Artificial intelligence (AI) has quickly moved from the lab into everyday life, powering tools that help us search, write, analyze data, code, illustrate and make faster decisions. It streamlines routine tasks, surfaces insights hidden in complex information and enables new products and services across industries. On the other hand, indiscriminate AI use can expose organizations to potential intellectual property infringement and other issues. Understanding what AI can—and cannot—do today is essential to capturing its benefits while managing its risks.

As background, AI is typically “trained” by feeding massive datasets (e.g., text, images, video, computer code, etc.) into Large Language Model (LLM) algorithms that analyze that data for patterns, adjusting internal parameters (or “weights”) to improve accuracy over time. Where do the massive datasets originate? Typically, it is crawled or scraped from “the Internet” meaning, uncountable websites, digitized books, code repositories, and more. One immediate question is: Does the AI developer have the right (i.e., copyright license or the like) to do that? The answer, as historically illustrated in Bartz v. Anthropic PBC, 3:24-cv-05417, (N.D. Cal.), is likely no, and Anthropic paid a $1.5 billion settlement for downloading pirated works.

But what about patentable inventions? Should AI be used to assist there? As with any evolving technology, the answer is not definitive, but with appropriate forethought and care AI may be used as a helpful tool under the following non-exhaustive guidelines.

First, AI cannot be a named inventor on a patent application. Only “natural persons” can be inventors. Thaler v. Vidal, 43 F.4th 1207 (Fed. Cir. 2022). However, under current U.S. Patent & Trademark Office guidelines (available at 90 FR 54636, issued Nov. 28, 2025) AI systems can be used as instruments by human inventors and are analogous to laboratory equipment, computer software, research databases or any other tool that assists the inventive process.

Second, to avoid “abstract idea” patent ineligibility issues, the invention must “do more” than claim the application of AI to a new data environment. In other words, if the claimed invention merely uses “generic AI” to perform a process better, faster or more efficiently than a human could, it is merely an unpatentable abstract idea. Recentive Analytics, Inc. v. Fox Corp., 134 F.4th 1205 (Fed. Cir. 2025).

Third, there are significant disclosure issues that should be evaluated when using AI to assist with inventing. One should not assume that chats with AI are private. The AI tool provider may (likely will) use your chats and inputs to further train its AI and could disclose your nascent invention to another (potentially a competitor) entering a similar prompt. Likewise, the “answer” an AI tool provides to your invention queries and prompts may originate from data crawled from the Internet and rightfully belonging to someone else which may impact your ability to patent your invention and could present infringement problems.

Parsons Behle & Latimer attorneys can assist you in assessing your AI best practices with respect to all your intellectual property needs.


## [Task item]
Without reproducing any picture, copy the records word for word.

(Collected data)
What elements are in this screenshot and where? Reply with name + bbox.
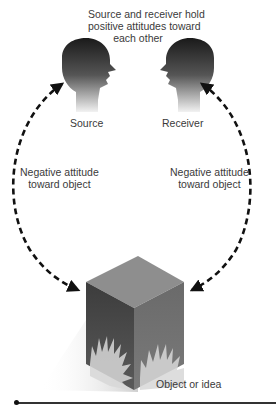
receiver-label: Receiver xyxy=(162,117,203,129)
top-caption: Source and receiver hold positive attitu… xyxy=(88,8,188,44)
right-arrow-label: Negative attitude toward object xyxy=(170,166,249,190)
source-label: Source xyxy=(70,117,103,129)
left-arrow-label: Negative attitude toward object xyxy=(20,166,99,190)
bottom-rule xyxy=(16,402,276,404)
object-label: Object or idea xyxy=(156,378,221,390)
object-box-icon xyxy=(86,256,184,390)
rule-dot xyxy=(14,400,19,405)
receiver-head-icon xyxy=(160,38,214,112)
source-head-icon xyxy=(62,38,116,112)
balance-theory-diagram xyxy=(0,0,276,406)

## [Exercise answer]
What elements are in this screenshot and where? Reply with name + bbox.
receiver-label: Receiver xyxy=(162,117,203,129)
top-caption: Source and receiver hold positive attitu… xyxy=(88,8,188,44)
right-arrow-label: Negative attitude toward object xyxy=(170,166,249,190)
source-label: Source xyxy=(70,117,103,129)
left-arrow-label: Negative attitude toward object xyxy=(20,166,99,190)
bottom-rule xyxy=(16,402,276,404)
object-label: Object or idea xyxy=(156,378,221,390)
object-box-icon xyxy=(86,256,184,390)
rule-dot xyxy=(14,400,19,405)
receiver-head-icon xyxy=(160,38,214,112)
source-head-icon xyxy=(62,38,116,112)
balance-theory-diagram xyxy=(0,0,276,406)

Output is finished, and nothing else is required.